WHO confirms deadly bird flu in Turkey By Benjamin Harvey (AP) Updated: 2006-01-08 10:27
Turkish Health Minister Recep Akdag said Saturday there was no reason to
suspect human-to-human transmission, and he urged calm, saying there was no risk
of a pandemic.
But Dr. Gencay Gursoy, head of the Istanbul Physicians Association, said the
situation was grave.
"Turkey and the world are facing the threat of a serious infection," he said.
So far, H5N1 has been capable in rare cases of transmitting from poultry to
humans in close contact with them. Experts fear that if the virus should mutate
to a strain that passes easily among people, it could set off a human flu
pandemic.
"At the moment we don't know enough about the situation to tell whether or
not the virus has changed in some way," said Cheng.
The doctor of the three siblings who died said they probably contracted the
illness by playing with dead chickens.
Cheng said the area is rural, with a lot of poultry farming and that
residents tend to live in close proximity to their birds. She said the cases
were worrying in part because of the distance from East Asia.
"It is a jump," she said. "And if you look at how H5N1 has spread in animals,
it sort of follows that pattern and implicates the role of migratory birds,
because we started seeing last year H5N1 being detected in the Ural mountains,
in Siberia, Mongolia, Turkey, Romania."
Authorities have culled thousands of fowl in the affected regions, but in the
village of Dagdelen, on the outskirts of Dogubayazit — the hometown of the three
children who died — villagers gathered outside an Agriculture Ministry building
to complain that no one had come to cull their fowl.
In nearby Bozkurt village, local administrator Ahmet Koylu said chickens and
dogs were dying but that no one had come to investigate.
On Saturday, officials reported a new bird flu case in poultry in a village
near Bursa, in western Turkey, the Anatolia news agency reported.
Since January 2004, a total of 142 human cases of H5N1 infection have been
reported in Vietnam, Thailand, Cambodia, Indonesia and China.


▶ _ABOUT THIS EXERCISE_:
Retype the entries below exactly, but begin at the line containing "Image is 560x241 pixels." and end at the last line.

▶ _EXERCISE MATERIALS_:
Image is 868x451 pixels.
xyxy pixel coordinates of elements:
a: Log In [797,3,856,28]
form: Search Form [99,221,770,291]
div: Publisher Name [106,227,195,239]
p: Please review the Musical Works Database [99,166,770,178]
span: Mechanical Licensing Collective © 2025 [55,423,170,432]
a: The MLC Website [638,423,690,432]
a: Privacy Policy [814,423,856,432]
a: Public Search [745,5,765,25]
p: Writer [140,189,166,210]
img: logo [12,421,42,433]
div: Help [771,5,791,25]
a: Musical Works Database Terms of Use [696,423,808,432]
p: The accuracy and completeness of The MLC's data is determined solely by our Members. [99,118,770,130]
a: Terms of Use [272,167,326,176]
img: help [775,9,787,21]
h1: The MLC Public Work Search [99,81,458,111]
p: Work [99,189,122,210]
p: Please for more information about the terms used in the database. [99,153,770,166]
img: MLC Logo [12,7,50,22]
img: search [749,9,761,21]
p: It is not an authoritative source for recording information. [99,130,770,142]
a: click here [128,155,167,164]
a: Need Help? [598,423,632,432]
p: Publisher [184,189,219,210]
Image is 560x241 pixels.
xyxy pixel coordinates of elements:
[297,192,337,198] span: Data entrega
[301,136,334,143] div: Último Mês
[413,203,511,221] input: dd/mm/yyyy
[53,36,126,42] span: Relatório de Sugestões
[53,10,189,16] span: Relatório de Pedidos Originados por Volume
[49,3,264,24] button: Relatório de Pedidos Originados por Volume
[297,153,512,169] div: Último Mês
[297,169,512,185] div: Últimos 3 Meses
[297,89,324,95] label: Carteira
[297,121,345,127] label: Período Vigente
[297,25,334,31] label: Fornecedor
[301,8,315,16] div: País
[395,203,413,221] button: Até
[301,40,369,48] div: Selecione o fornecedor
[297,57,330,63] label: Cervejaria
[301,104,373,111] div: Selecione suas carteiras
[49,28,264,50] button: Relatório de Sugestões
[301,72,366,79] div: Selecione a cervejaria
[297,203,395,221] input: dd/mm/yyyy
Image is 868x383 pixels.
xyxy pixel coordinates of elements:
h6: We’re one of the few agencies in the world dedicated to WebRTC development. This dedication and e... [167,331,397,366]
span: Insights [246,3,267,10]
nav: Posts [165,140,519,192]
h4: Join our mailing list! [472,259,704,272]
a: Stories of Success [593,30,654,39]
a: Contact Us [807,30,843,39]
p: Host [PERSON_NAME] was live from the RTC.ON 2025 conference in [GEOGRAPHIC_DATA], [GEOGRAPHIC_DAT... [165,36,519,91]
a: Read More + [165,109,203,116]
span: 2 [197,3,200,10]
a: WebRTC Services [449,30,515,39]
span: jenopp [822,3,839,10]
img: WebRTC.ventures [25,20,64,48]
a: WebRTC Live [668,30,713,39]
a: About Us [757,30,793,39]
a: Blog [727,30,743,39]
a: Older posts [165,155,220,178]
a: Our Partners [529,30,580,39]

▶ _EXPECTED ANSWER_:
Image is 560x241 pixels.
xyxy pixel coordinates of elements:
[297,192,337,198] span: Data entrega
[301,136,334,143] div: Último Mês
[413,203,511,221] input: dd/mm/yyyy
[53,36,126,42] span: Relatório de Sugestões
[53,10,189,16] span: Relatório de Pedidos Originados por Volume
[49,3,264,24] button: Relatório de Pedidos Originados por Volume
[297,153,512,169] div: Último Mês
[297,169,512,185] div: Últimos 3 Meses
[297,89,324,95] label: Carteira
[297,121,345,127] label: Período Vigente
[297,25,334,31] label: Fornecedor
[301,8,315,16] div: País
[395,203,413,221] button: Até
[301,40,369,48] div: Selecione o fornecedor
[297,57,330,63] label: Cervejaria
[301,104,373,111] div: Selecione suas carteiras
[49,28,264,50] button: Relatório de Sugestões
[301,72,366,79] div: Selecione a cervejaria
[297,203,395,221] input: dd/mm/yyyy
Image is 868x383 pixels.
xyxy pixel coordinates of elements:
h6: We’re one of the few agencies in the world dedicated to WebRTC development. This dedication and e... [167,331,397,366]
span: Insights [246,3,267,10]
nav: Posts [165,140,519,192]
h4: Join our mailing list! [472,259,704,272]
a: Stories of Success [593,30,654,39]
a: Contact Us [807,30,843,39]
p: Host [PERSON_NAME] was live from the RTC.ON 2025 conference in [GEOGRAPHIC_DATA], [GEOGRAPHIC_DAT... [165,36,519,91]
a: Read More + [165,109,203,116]
span: 2 [197,3,200,10]
a: WebRTC Services [449,30,515,39]
span: jenopp [822,3,839,10]
img: WebRTC.ventures [25,20,64,48]
a: WebRTC Live [668,30,713,39]
a: About Us [757,30,793,39]
a: Blog [727,30,743,39]
a: Older posts [165,155,220,178]
a: Our Partners [529,30,580,39]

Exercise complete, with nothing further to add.